Ngā hononga hauora rite tahi
Health equity links
Examples of strategies helping address inequities in the Aotearoa New Zealand health sector.
Ngā hononga hauora rite tahi
Examples of strategies helping address inequities in the Aotearoa New Zealand health sector.
Health depends on many things, and ‘equal’ health is hard to achieve. Health providers try to provide quality services to all people in their care. However, factors such as age, poverty (deprivation), ethnicity, housing, health care service designs and government policies can all influence health.
There are a number of strategies in place to help address inequities in the Aotearoa New Zealand health and disability sector; the main ones are listed below.
This equity scorecard was developed by Te Tāhū Hauora as a tool to support you in your learning and help identify areas that might need more work or reflection to enable you to deliver on equity and comply with the principles of Te Tiriti o Waitangi. It is intended to encourage critical self-reflection about your approach to embedding and/or enacting Te Tiriti o Waitangi in a specific project with a targeted equity priority community as well as in your wider work.
Whakamaua: Māori Health Action Plan 2020–2025 is the implementation plan for He Korowai Oranga, Aotearoa New Zealand’s Māori Health Strategy. It will help us achieve better health outcomes for Māori by setting the government’s direction for Māori health advancement over the next five years.
Equity of Health Care for Māori: A framework guides the Aotearoa New Zealand health sector on key actions that can be taken by the health system (such as the Ministry of Health, PHARMAC and regulatory authorities); health organisations (such as health districts, primary health organisations and other health providers) and health practitioners (such as doctors, nurses and community health workers) to achieve equitable health care for Māori.
Ola Manuia: Pacific Health and Wellbeing Action Plan 2020–2025 was developed with input from Pacific communities, the health sector and relevant government agencies to provide a new direction for Pacific health and to improve Pacific health and wellbeing. This plan builds on the successes of ‘Ala Mo’ui: Pathways to Pacific Health and Wellbeing 2014–2018’ (Ministry of Health 2014).
The 2001 strategy was developed in partnership with disabled people and their representative organisations and revised in 2016. The aim was to eliminate barriers to enable disabled people to reach their potential and participate fully in the community.
Whāia Te Ao Mārama is a culturally anchored approach to supporting Māori with disabilities (tāngata whaikaha) and their whānau because Māori are more likely to be disabled than are the general population. Most tāngata whaikaha identify as Māori first, so access to te ao Māori (the Māori world) is important to them.
Faiva Ora sets out priority outcomes and actions that will contribute to achieving its vision:|
Pasifika disabled people and their families are supported to live the lives they choose.
The CRPD and its Optional Protocol was adopted in December 2006 at the UN headquarters in New York. The Convention follows decades of work by the UN to change attitudes and approaches to persons with disabilities. It takes to a new height the movement from viewing persons with disabilities as ‘objects’ of charity, medical treatment and social protection towards viewing them as ‘subjects’ with rights who are capable of claiming those rights and making decisions for their lives based on their free and informed consent as well as being active members of society.
This report examines time trends in the health status of Asian participants interviewed in recent Aotearoa New Zealand health surveys, which recruit nationally representative samples of the resident Aotearoa New Zealand population. The large number of Asian participants in the combined 2011–12 and 2012–13 surveys has allowed analyses of the health status of the main Asian communities – South Asian, Chinese and other Asian – which have been compared with three other main ethnic groups: Māori, Pacific and European and other. Comparisons have also been made among South Asian, Chinese and other Asian participants between the three recent survey periods (2002–03, 2006–07 and 2011–13) to identify any trends among the Asian communities over this time.
Having a common understanding of equity is an essential foundation for coordinated and collaborative effort to achieve equity in health and wellness. The Ministry of Health’s definition of equity can be used in all work and engagements within the health and disability system, including government agencies involved in the broader social and economic determinants of health, and can provide a common understanding of what is meant by equity.
The Ministry’s definition of equity is:
‘In Aotearoa New Zealand, people have differences in health that are not only avoidable but unfair and unjust. Equity recognises different people with different levels of advantage require different approaches and resources to get equitable health outcomes.’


• **Try it**:
Repeat, exactly as written, all of the entries, but not their pictures.

Extracts from a graphics dataset:
◆ ◆ ◆ ◆
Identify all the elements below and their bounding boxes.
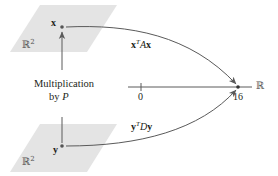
- point-x: [60, 25, 64, 29]
- arrow-label-line1: Multiplication: [34, 79, 94, 90]
- point-y-label: y: [53, 145, 58, 155]
- label-y: y: [147, 121, 152, 132]
- tick-16-label: 16: [233, 92, 243, 102]
- space-exponent: 2: [30, 38, 34, 46]
- matrix-p: P: [62, 91, 68, 102]
- tick-zero-label: 0: [138, 92, 143, 102]
- bottom-plane-space-label: ℝ2: [22, 157, 35, 167]
- real-line-label: ℝ: [256, 81, 264, 91]
- top-plane-space-label: ℝ2: [22, 40, 35, 50]
- arrow-label-line2: by P: [49, 92, 69, 103]
- point-y: [60, 144, 64, 148]
- label-x: x: [146, 39, 151, 50]
- point-x-label: x: [51, 18, 56, 28]
- quadratic-form-diagram: ℝ2 x ℝ2 y Multiplication by P xTAx yTDy …: [0, 0, 278, 176]
- space-exponent: 2: [30, 155, 34, 163]
- bottom-curve-label: yTDy: [131, 122, 152, 132]
- label-prefix: by: [49, 91, 62, 102]
- top-curve-label: xTAx: [131, 40, 151, 50]
- point-16: [236, 85, 240, 89]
◆ ◆ ◆ ◆
• **Finished task**:
Identify all the elements below and their bounding boxes.
- point-x: [60, 25, 64, 29]
- arrow-label-line1: Multiplication: [34, 79, 94, 90]
- point-y-label: y: [53, 145, 58, 155]
- label-y: y: [147, 121, 152, 132]
- tick-16-label: 16: [233, 92, 243, 102]
- space-exponent: 2: [30, 38, 34, 46]
- matrix-p: P: [62, 91, 68, 102]
- tick-zero-label: 0: [138, 92, 143, 102]
- bottom-plane-space-label: ℝ2: [22, 157, 35, 167]
- real-line-label: ℝ: [256, 81, 264, 91]
- top-plane-space-label: ℝ2: [22, 40, 35, 50]
- arrow-label-line2: by P: [49, 92, 69, 103]
- point-y: [60, 144, 64, 148]
- label-x: x: [146, 39, 151, 50]
- point-x-label: x: [51, 18, 56, 28]
- quadratic-form-diagram: ℝ2 x ℝ2 y Multiplication by P xTAx yTDy …: [0, 0, 278, 176]
- space-exponent: 2: [30, 155, 34, 163]
- bottom-curve-label: yTDy: [131, 122, 152, 132]
- label-prefix: by: [49, 91, 62, 102]
- top-curve-label: xTAx: [131, 40, 151, 50]
- point-16: [236, 85, 240, 89]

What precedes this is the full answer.